The decision to allow the acquisitions "will likely speed the entry of cable operators into the market for telecommunications services provided to business customers," FCC staff wrote in the ruling. "Alliances between competitive LECs and cable operators can merge these entities' complementary capabilities, resulting in increased facilities-based competition."
The NCTA argued the prohibition does not make competitive sense. The trade group argued that the '96 Act did not prohibit cable operators from acquiring CLECs, but only incumbent telecom providers. The FCC rejected that argument, and denied the NCTA's request for the agency to permanently overturn the rules, but the FCC decided to suspend the rule.
The ruling should lead to more competition, said Robert McDowell, a commissioner at the FCC. "Consumers will benefit from the increased efficiencies springing from strategic combinations between cable companies and competitive local telecom companies," he said in a statement. "This forbearance order promotes good public policy because it should spur competition in the telecommunications marketplace."
The NCTA praised the decision, saying it removed "outdated obstacles that have historically deterred pro-competitive transactions" between cable firms and CLECs. The NCTA's request for the change was prompted by one proposed merger that was rejected by a local cable franchising authority, a spokesman said.
Other groups said they were disappointed in the decision.
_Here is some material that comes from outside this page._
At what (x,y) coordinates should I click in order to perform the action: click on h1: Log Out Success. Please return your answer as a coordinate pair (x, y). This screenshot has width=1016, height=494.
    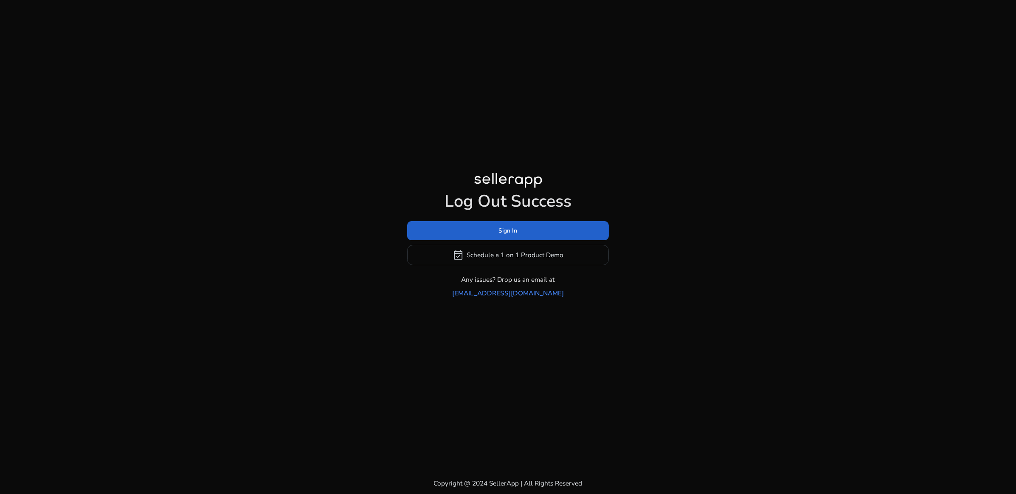
    Looking at the image, I should click on (508, 202).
After the FCC's August approval of a dealallowing Verizon Communications to buy wireless spectrum from a group of cable operators, "it's disappointing to see the commission scaling back these protections, too," said Matt Wood, policy director for Free Press, a digital rights group.


"We need real competition policies to spur the deployment and adoption of affordable broadband services," Wood added in an email. "We hope this so-called streamlining of the agency's review process will not merely transplant the duopolies we already see in the residential broadband market into the business market, which until now has been one of the few places that competitive carriers maintain a foothold and offer an alternative to big phone and cable."
The Independent Telephone and Telecommunications Alliance (ITTA), a trade group representing midsized telecom carriers, also raised concerns about the FCC's action.
The NCTA's request for the relaxed rules "in order to be able to compete more effectively against the 'big bad' ILECs, is a gross mischaracterization of the current communications marketplace," Genny Morelli, president of ITTA, said in an email. "In many markets, large, nationwide, vertically-integrated cable conglomerates have come to dominate the market for the bundled service packages favored by most consumers today."